The New Financial Economy—In 1948, 56 percent of profits in the U.S. economy derived from manufacturing, while 8.3 percent came from the financial sector. In 2007 (the year the financial collapse began) manufacturing produced 10 percent of profits, while the financial sector produced 26 percent of profits.
The $62 Trillion Question—Eighteen months ago, Iowa Democratic Senator Tom Harkin was framing testimony for the Senate Agriculture Committee. Harkin chairs the committee. The subject was credit default swaps, the complex financial instruments that pushed the global economy to the precipice of depression. Harkin ran the numbers. The Dow Jones Industrial Average had lost 40 percent of its value during the previous year. Measured in dollars, the Wilshire Broad Index had lost $8.4 trillion. Upon the request of President Bush, the Congress had spent $700 billion to prop up the collapsing economy.
“Credit default swaps weren’t around before the early 1990’s [and] ballooned in the 2000’s,” Harkin said. (They “ballooned” after a 250-page amendment—written by Wall Street lawyers, sponsored by Republican Senator Phil Gramm, and backed by Clinton Treasury Secretary Robert Rubin—was discretely tacked on to an appropriations bill as Congress was adjourning for Christmas in 2000. One provision in the amendment exempted CDSs from regulation.)
Harkin explained that mortgage lenders began bundling and selling mortgages in the 1980’s, and that buyers of the securitized mortgages bought credit default swaps as insurance policies in the event that the bundled mortgages were to default. Because the insurance swaps were unregulated, there was no way of knowing whether the insurer could pay off in the event of default.
Harkin also defined “naked default swaps,” in which a party who doesn’t own a security buys a policy on it, betting on it either to fail or succeed. “They just bet that either it will be okay or will not be okay,” Harkin said. “Then Wall Street comes in and sells them kind of an insurance policy made on that bet.”
When the U.S. financial system collapsed in 2008, with Lehman Brothers going bankrupt and threatening to take insurance combine AIG with it, an estimated $62.2 trillion in CDS value was hanging out there—a figure equivalent to the gross domestic product of the world in 2008.
Because CDSs are unregulated, there was no way of knowing what capital reserves backed them. An estimated 80 percent of that $62.2 trillion was in naked swaps, directional bets in which the parties owned no interest in the securities they were insuring. And 80 percent of all credit default swaps are traded by the nation’s five biggest investment banks—their losses backed by the FDIC and U.S. Treasury.
That in 300 words is the case for regulation, which all 41 Senate Republicans have vowed to oppose as a Senate finance regulation bill moves to the floor. And default swaps are only one critical piece of the regulation package.
Swap Fraud at Goldman Sachs—In mid-April, the Securities and Exchange Commission alleged that investment bank Goldman Sachs used credit default swaps to defraud clients of $1 billion. According to the SEC complaint, Goldman bundled mortgages that were calculated to lose value, sold them to clients, then purchased credit default swaps on the securitized mortgages. When the value of the “synthetic collateralized debt obligation” packages that Goldman sold their clients tanked, Goldman cashed in on the swaps, collecting billions. Goldman Sachs used a separate entity, Abacus 2007-AC1, similar to the offshore entities used by Enron, to sell the investment packages the SEC alleges were designed to fail. According to the New York Times reporting on Goldman’s dealings, seven of the Abacus deals were insured by credit default swaps purchased from AIG, the insurance giant the federal government bailed out with an initial $180 billion in Troubled Assets Relief Program funding. Goldman Sachs denies the charges.
Two Trillion Dollars—That’s the total amount of the bank bailout, including TARP, Federal Reserve and Treasury Department spending, according to Ted Kaufman, a placeholder Senator serving out Joe Biden’s term. “And that amount included neither the many trillions of dollars committed as guarantees for toxic debt, nor the de facto bailout that banks received through the Federal Reserve’s easing of monetary policy,” Kaufman said in March. His solution, reinstating regulatory provisions that would ban commercial banks from speculative investment, isn’t on the table.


**Problem details:** The expected output is the data below, character for character, without its pictures.

(Beginning of Records)

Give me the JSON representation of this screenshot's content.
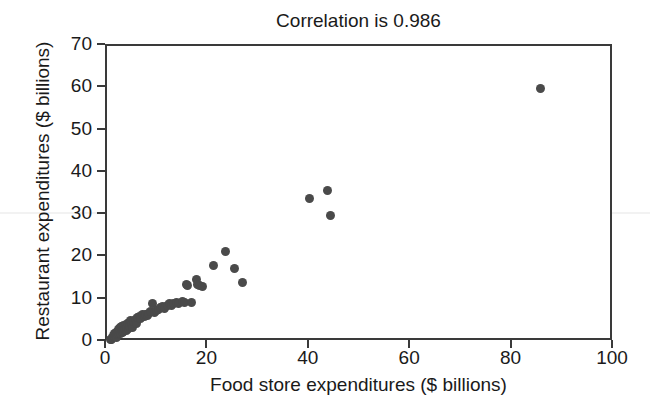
{
  "chart_data": {
    "type": "scatter",
    "title": "Correlation is 0.986",
    "xlabel": "Food store expenditures ($ billions)",
    "ylabel": "Restaurant expenditures ($ billions)",
    "xlim": [
      0,
      100
    ],
    "ylim": [
      0,
      70
    ],
    "xticks": [
      0,
      20,
      40,
      60,
      80,
      100
    ],
    "yticks": [
      0,
      10,
      20,
      30,
      40,
      50,
      60,
      70
    ],
    "xtick_labels": [
      "0",
      "20",
      "40",
      "60",
      "80",
      "100"
    ],
    "ytick_labels": [
      "0",
      "10",
      "20",
      "30",
      "40",
      "50",
      "60",
      "70"
    ],
    "grid": false,
    "legend": null,
    "marker_color": "#4a4a4a",
    "marker_size_px": 9,
    "axis_color": "#3a3a3a",
    "annotations": [
      "Correlation is 0.986"
    ],
    "series": [
      {
        "name": "States",
        "points": [
          [
            0.6,
            0.5
          ],
          [
            0.9,
            0.7
          ],
          [
            1.1,
            1.0
          ],
          [
            1.2,
            1.6
          ],
          [
            1.4,
            1.2
          ],
          [
            1.5,
            2.0
          ],
          [
            1.7,
            1.5
          ],
          [
            1.8,
            2.3
          ],
          [
            1.9,
            1.1
          ],
          [
            2.0,
            2.6
          ],
          [
            2.1,
            1.8
          ],
          [
            2.2,
            2.9
          ],
          [
            2.3,
            2.1
          ],
          [
            2.4,
            3.1
          ],
          [
            2.5,
            2.4
          ],
          [
            2.6,
            3.4
          ],
          [
            2.7,
            1.9
          ],
          [
            2.8,
            2.7
          ],
          [
            2.9,
            3.6
          ],
          [
            3.0,
            2.2
          ],
          [
            3.1,
            3.0
          ],
          [
            3.2,
            3.8
          ],
          [
            3.3,
            2.5
          ],
          [
            3.4,
            3.3
          ],
          [
            3.6,
            4.0
          ],
          [
            3.8,
            2.8
          ],
          [
            3.9,
            3.5
          ],
          [
            4.0,
            4.3
          ],
          [
            4.2,
            3.1
          ],
          [
            4.4,
            4.6
          ],
          [
            4.5,
            3.7
          ],
          [
            4.7,
            5.0
          ],
          [
            4.9,
            4.1
          ],
          [
            5.1,
            3.4
          ],
          [
            5.3,
            4.8
          ],
          [
            5.6,
            5.3
          ],
          [
            5.9,
            4.4
          ],
          [
            6.1,
            5.7
          ],
          [
            6.4,
            6.1
          ],
          [
            6.7,
            5.5
          ],
          [
            7.0,
            6.4
          ],
          [
            7.3,
            6.0
          ],
          [
            7.6,
            6.6
          ],
          [
            7.9,
            6.2
          ],
          [
            8.2,
            6.8
          ],
          [
            8.6,
            7.2
          ],
          [
            9.0,
            9.0
          ],
          [
            9.3,
            7.0
          ],
          [
            9.7,
            7.4
          ],
          [
            10.1,
            7.8
          ],
          [
            10.5,
            8.1
          ],
          [
            11.0,
            8.4
          ],
          [
            11.4,
            8.0
          ],
          [
            11.9,
            8.7
          ],
          [
            12.3,
            9.0
          ],
          [
            12.8,
            8.6
          ],
          [
            13.2,
            9.2
          ],
          [
            13.7,
            9.4
          ],
          [
            14.2,
            9.0
          ],
          [
            14.8,
            9.5
          ],
          [
            15.3,
            9.3
          ],
          [
            15.6,
            13.6
          ],
          [
            15.9,
            13.4
          ],
          [
            16.6,
            9.4
          ],
          [
            17.6,
            14.8
          ],
          [
            17.9,
            13.5
          ],
          [
            18.3,
            13.3
          ],
          [
            18.8,
            13.2
          ],
          [
            21.0,
            18.0
          ],
          [
            23.3,
            21.3
          ],
          [
            25.1,
            17.5
          ],
          [
            26.8,
            14.0
          ],
          [
            39.9,
            34.0
          ],
          [
            43.4,
            35.8
          ],
          [
            44.0,
            30.0
          ],
          [
            85.5,
            60.0
          ]
        ]
      }
    ]
  },
  "axis": {
    "title": "Correlation is 0.986",
    "xlabel": "Food store expenditures ($ billions)",
    "ylabel": "Restaurant expenditures ($ billions)"
  }
}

(End of Records)

**Answer to the exercise:**
Give me the JSON representation of this screenshot's content.
{
  "chart_data": {
    "type": "scatter",
    "title": "Correlation is 0.986",
    "xlabel": "Food store expenditures ($ billions)",
    "ylabel": "Restaurant expenditures ($ billions)",
    "xlim": [
      0,
      100
    ],
    "ylim": [
      0,
      70
    ],
    "xticks": [
      0,
      20,
      40,
      60,
      80,
      100
    ],
    "yticks": [
      0,
      10,
      20,
      30,
      40,
      50,
      60,
      70
    ],
    "xtick_labels": [
      "0",
      "20",
      "40",
      "60",
      "80",
      "100"
    ],
    "ytick_labels": [
      "0",
      "10",
      "20",
      "30",
      "40",
      "50",
      "60",
      "70"
    ],
    "grid": false,
    "legend": null,
    "marker_color": "#4a4a4a",
    "marker_size_px": 9,
    "axis_color": "#3a3a3a",
    "annotations": [
      "Correlation is 0.986"
    ],
    "series": [
      {
        "name": "States",
        "points": [
          [
            0.6,
            0.5
          ],
          [
            0.9,
            0.7
          ],
          [
            1.1,
            1.0
          ],
          [
            1.2,
            1.6
          ],
          [
            1.4,
            1.2
          ],
          [
            1.5,
            2.0
          ],
          [
            1.7,
            1.5
          ],
          [
            1.8,
            2.3
          ],
          [
            1.9,
            1.1
          ],
          [
            2.0,
            2.6
          ],
          [
            2.1,
            1.8
          ],
          [
            2.2,
            2.9
          ],
          [
            2.3,
            2.1
          ],
          [
            2.4,
            3.1
          ],
          [
            2.5,
            2.4
          ],
          [
            2.6,
            3.4
          ],
          [
            2.7,
            1.9
          ],
          [
            2.8,
            2.7
          ],
          [
            2.9,
            3.6
          ],
          [
            3.0,
            2.2
          ],
          [
            3.1,
            3.0
          ],
          [
            3.2,
            3.8
          ],
          [
            3.3,
            2.5
          ],
          [
            3.4,
            3.3
          ],
          [
            3.6,
            4.0
          ],
          [
            3.8,
            2.8
          ],
          [
            3.9,
            3.5
          ],
          [
            4.0,
            4.3
          ],
          [
            4.2,
            3.1
          ],
          [
            4.4,
            4.6
          ],
          [
            4.5,
            3.7
          ],
          [
            4.7,
            5.0
          ],
          [
            4.9,
            4.1
          ],
          [
            5.1,
            3.4
          ],
          [
            5.3,
            4.8
          ],
          [
            5.6,
            5.3
          ],
          [
            5.9,
            4.4
          ],
          [
            6.1,
            5.7
          ],
          [
            6.4,
            6.1
          ],
          [
            6.7,
            5.5
          ],
          [
            7.0,
            6.4
          ],
          [
            7.3,
            6.0
          ],
          [
            7.6,
            6.6
          ],
          [
            7.9,
            6.2
          ],
          [
            8.2,
            6.8
          ],
          [
            8.6,
            7.2
          ],
          [
            9.0,
            9.0
          ],
          [
            9.3,
            7.0
          ],
          [
            9.7,
            7.4
          ],
          [
            10.1,
            7.8
          ],
          [
            10.5,
            8.1
          ],
          [
            11.0,
            8.4
          ],
          [
            11.4,
            8.0
          ],
          [
            11.9,
            8.7
          ],
          [
            12.3,
            9.0
          ],
          [
            12.8,
            8.6
          ],
          [
            13.2,
            9.2
          ],
          [
            13.7,
            9.4
          ],
          [
            14.2,
            9.0
          ],
          [
            14.8,
            9.5
          ],
          [
            15.3,
            9.3
          ],
          [
            15.6,
            13.6
          ],
          [
            15.9,
            13.4
          ],
          [
            16.6,
            9.4
          ],
          [
            17.6,
            14.8
          ],
          [
            17.9,
            13.5
          ],
          [
            18.3,
            13.3
          ],
          [
            18.8,
            13.2
          ],
          [
            21.0,
            18.0
          ],
          [
            23.3,
            21.3
          ],
          [
            25.1,
            17.5
          ],
          [
            26.8,
            14.0
          ],
          [
            39.9,
            34.0
          ],
          [
            43.4,
            35.8
          ],
          [
            44.0,
            30.0
          ],
          [
            85.5,
            60.0
          ]
        ]
      }
    ]
  },
  "axis": {
    "title": "Correlation is 0.986",
    "xlabel": "Food store expenditures ($ billions)",
    "ylabel": "Restaurant expenditures ($ billions)"
  }
}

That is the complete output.